(Beginning of PROVIDED DATA)

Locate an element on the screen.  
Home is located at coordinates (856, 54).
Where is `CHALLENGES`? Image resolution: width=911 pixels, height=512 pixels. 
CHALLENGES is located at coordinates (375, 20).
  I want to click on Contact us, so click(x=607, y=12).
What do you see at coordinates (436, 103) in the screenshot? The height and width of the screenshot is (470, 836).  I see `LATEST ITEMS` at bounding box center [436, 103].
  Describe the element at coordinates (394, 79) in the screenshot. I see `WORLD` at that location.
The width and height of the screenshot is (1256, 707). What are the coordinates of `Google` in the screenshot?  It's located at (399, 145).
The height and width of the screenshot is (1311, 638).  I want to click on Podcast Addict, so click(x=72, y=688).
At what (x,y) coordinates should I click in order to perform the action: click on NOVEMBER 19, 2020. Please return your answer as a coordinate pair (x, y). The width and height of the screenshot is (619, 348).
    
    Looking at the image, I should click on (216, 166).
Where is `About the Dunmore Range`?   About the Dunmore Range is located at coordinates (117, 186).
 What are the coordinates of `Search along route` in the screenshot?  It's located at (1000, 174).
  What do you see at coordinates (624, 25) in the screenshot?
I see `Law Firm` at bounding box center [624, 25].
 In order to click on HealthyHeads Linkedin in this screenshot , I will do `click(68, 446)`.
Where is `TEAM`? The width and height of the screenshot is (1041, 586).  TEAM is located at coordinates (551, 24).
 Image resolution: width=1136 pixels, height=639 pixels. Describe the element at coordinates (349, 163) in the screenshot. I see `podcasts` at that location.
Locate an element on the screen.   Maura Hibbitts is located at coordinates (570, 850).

(End of PROVIDED DATA)

EXERCISE INSTRUCTIONS —
Copy exactly the lines above, from the one containing "At what (x,y)" through the very last line.

SOLUTION FOR THIS TASK —
At what (x,y) coordinates should I click in order to perform the action: click on NOVEMBER 19, 2020. Please return your answer as a coordinate pair (x, y). The width and height of the screenshot is (619, 348).
    
    Looking at the image, I should click on (216, 166).
Where is `About the Dunmore Range`?   About the Dunmore Range is located at coordinates (117, 186).
 What are the coordinates of `Search along route` in the screenshot?  It's located at (1000, 174).
  What do you see at coordinates (624, 25) in the screenshot?
I see `Law Firm` at bounding box center [624, 25].
 In order to click on HealthyHeads Linkedin in this screenshot , I will do `click(68, 446)`.
Where is `TEAM`? The width and height of the screenshot is (1041, 586).  TEAM is located at coordinates (551, 24).
 Image resolution: width=1136 pixels, height=639 pixels. Describe the element at coordinates (349, 163) in the screenshot. I see `podcasts` at that location.
Locate an element on the screen.   Maura Hibbitts is located at coordinates (570, 850).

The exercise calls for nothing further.